SPLGFeb 3, 2020

Siamese Neural Networks for EEG-based Brain-computer Interfaces

arXiv:2002.00904v116 citations
AI Analysis

This work addresses a bottleneck in developing practical BCI systems for users needing multi-task classification, though it appears incremental as it combines known techniques like CNNs with OVR/OVO scaling.

The paper tackles the limited performance of EEG-based brain-computer interfaces when classifying multiple mental tasks by proposing a Siamese neural network paradigm for EEG processing and feature extraction, achieving promising results on a 4-class Motor Imagery dataset compared to existing methods.
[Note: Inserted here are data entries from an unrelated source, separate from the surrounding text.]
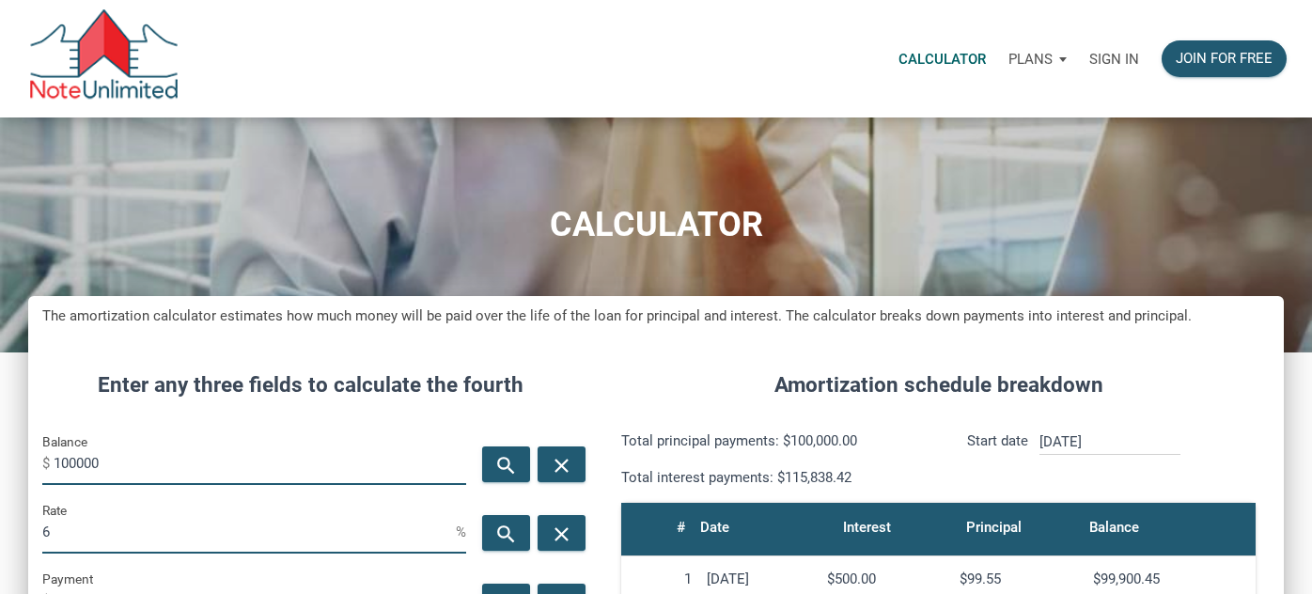 Image resolution: width=1312 pixels, height=594 pixels. I want to click on input: Balance, so click(259, 463).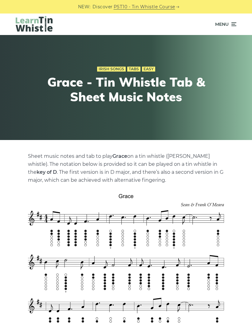  I want to click on a: Irish Songs, so click(111, 69).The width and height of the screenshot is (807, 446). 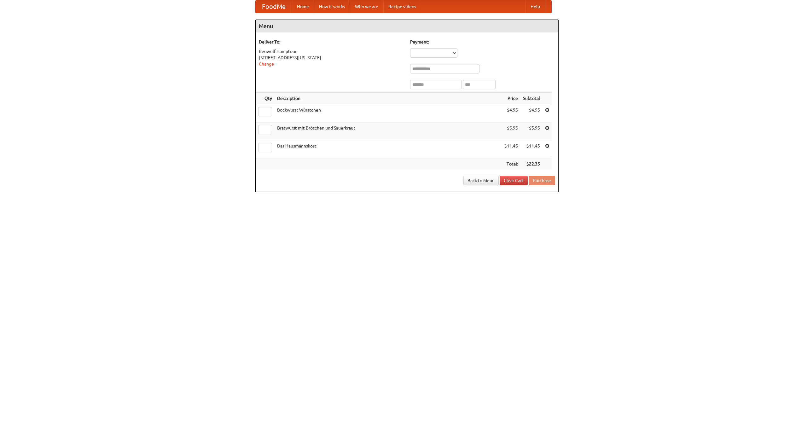 I want to click on button: Purchase, so click(x=542, y=181).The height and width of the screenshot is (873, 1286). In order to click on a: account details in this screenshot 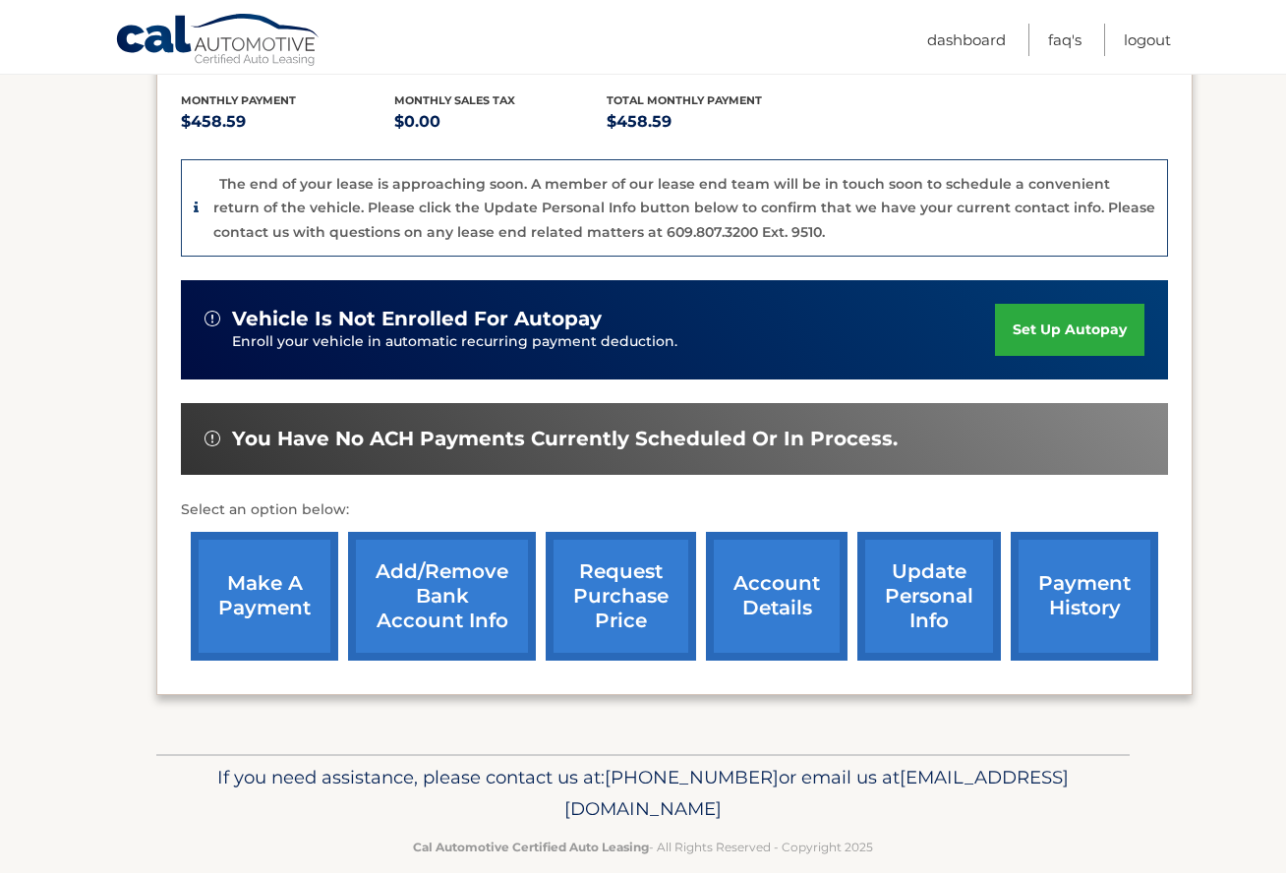, I will do `click(777, 596)`.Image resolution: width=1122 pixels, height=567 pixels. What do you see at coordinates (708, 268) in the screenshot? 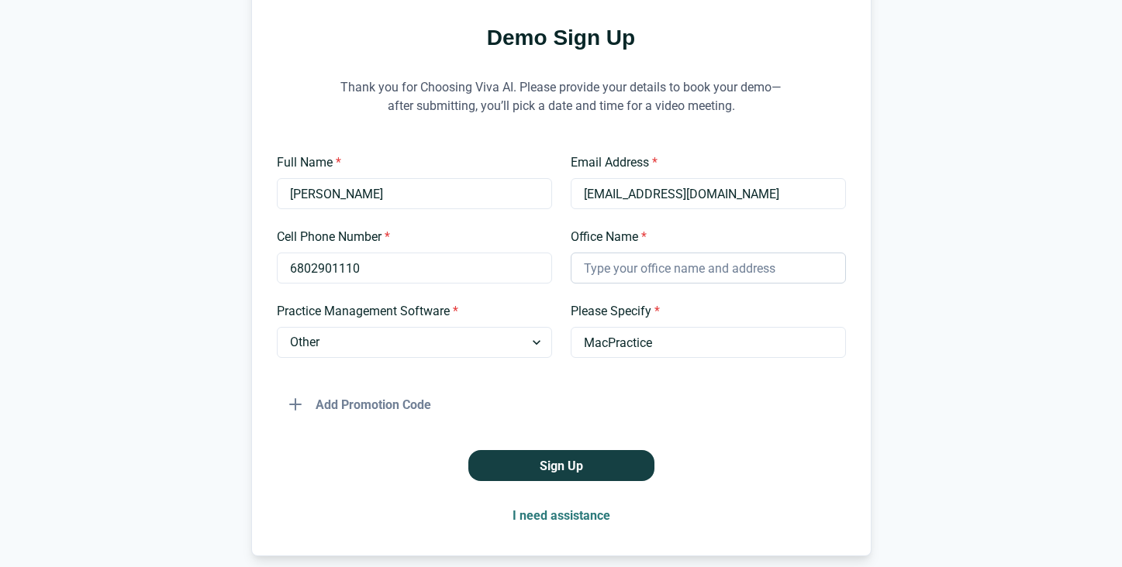
I see `input: Type your office name and address` at bounding box center [708, 268].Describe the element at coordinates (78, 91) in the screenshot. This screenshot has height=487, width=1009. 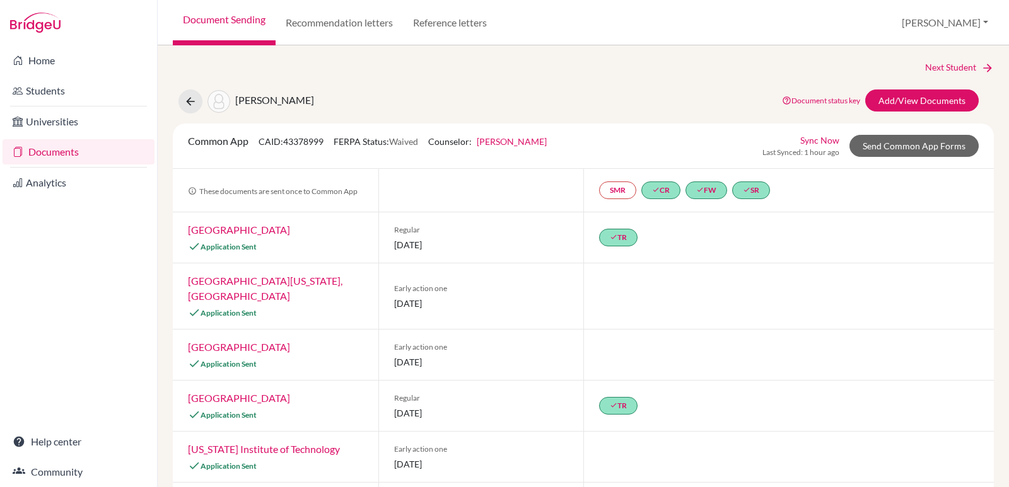
I see `a: Students` at that location.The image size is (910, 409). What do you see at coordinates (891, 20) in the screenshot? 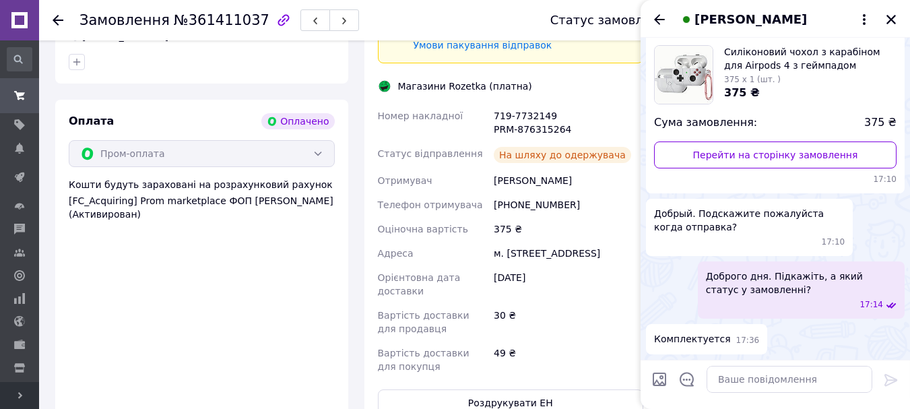
I see `button: Закрити` at bounding box center [891, 20].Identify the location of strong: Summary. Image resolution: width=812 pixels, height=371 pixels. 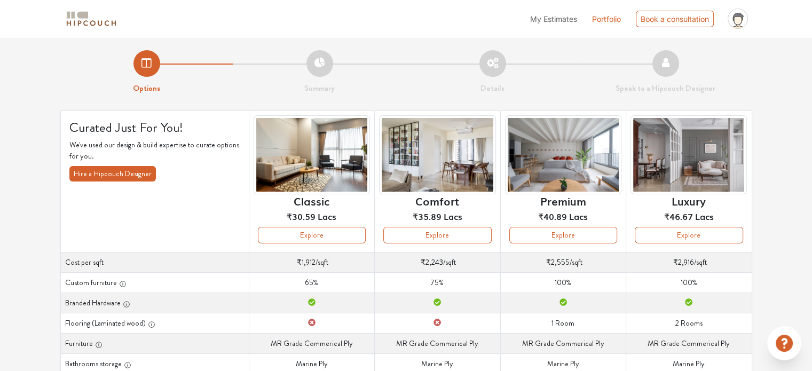
(319, 88).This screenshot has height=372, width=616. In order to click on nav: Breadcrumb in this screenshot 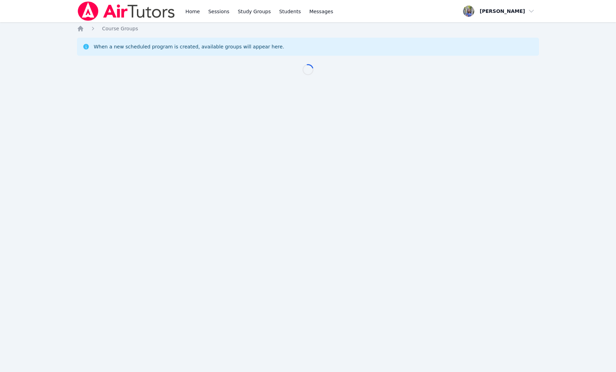, I will do `click(308, 29)`.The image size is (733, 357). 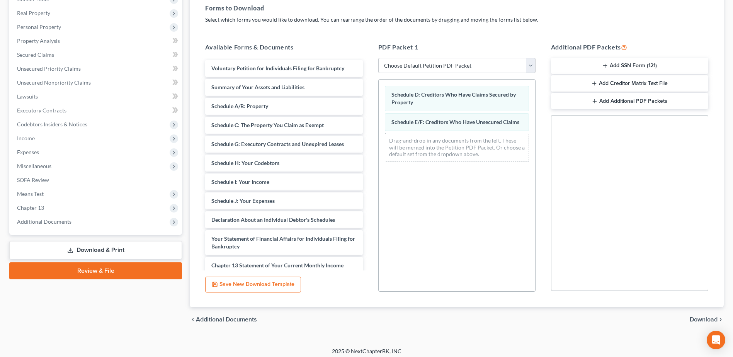 I want to click on span: Voluntary Petition for Individuals Filing for Bankruptcy, so click(x=278, y=68).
Motivated by the inconceivable capability of the human brain in simultaneously processing multi-modal signals and its real-time feedback to the outer world events, there has been a surge of interest in establishing a communication bridge between the human brain and a computer, which are referred to as Brain-computer Interfaces (BCI). To this aim, monitoring the electrical activity of brain through Electroencephalogram (EEG) has emerged as the prime choice for BCI systems. To discover the underlying and specific features of brain signals for different mental tasks, a considerable number of research works are developed based on statistical and data-driven techniques. However, a major bottleneck in the development of practical and commercial BCI systems is their limited performance when the number of mental tasks for classification is increased. In this work, we propose a new EEG processing and feature extraction paradigm based on Siamese neural networks, which can be conveniently merged and scaled up for multi-class problems. The idea of Siamese networks is to train a double-input neural network based on a contrastive loss-function, which provides the capability of verifying if two input EEG trials are from the same class or not. In this work, a Siamese architecture, which is developed based on Convolutional Neural Networks (CNN) and provides a binary output on the similarity of two inputs, is combined with OVR and OVO techniques to scale up for multi-class problems. The efficacy of this architecture is evaluated on a 4-class Motor Imagery (MI) dataset from BCI Competition IV-2a and the results suggest a promising performance compared to its counterparts.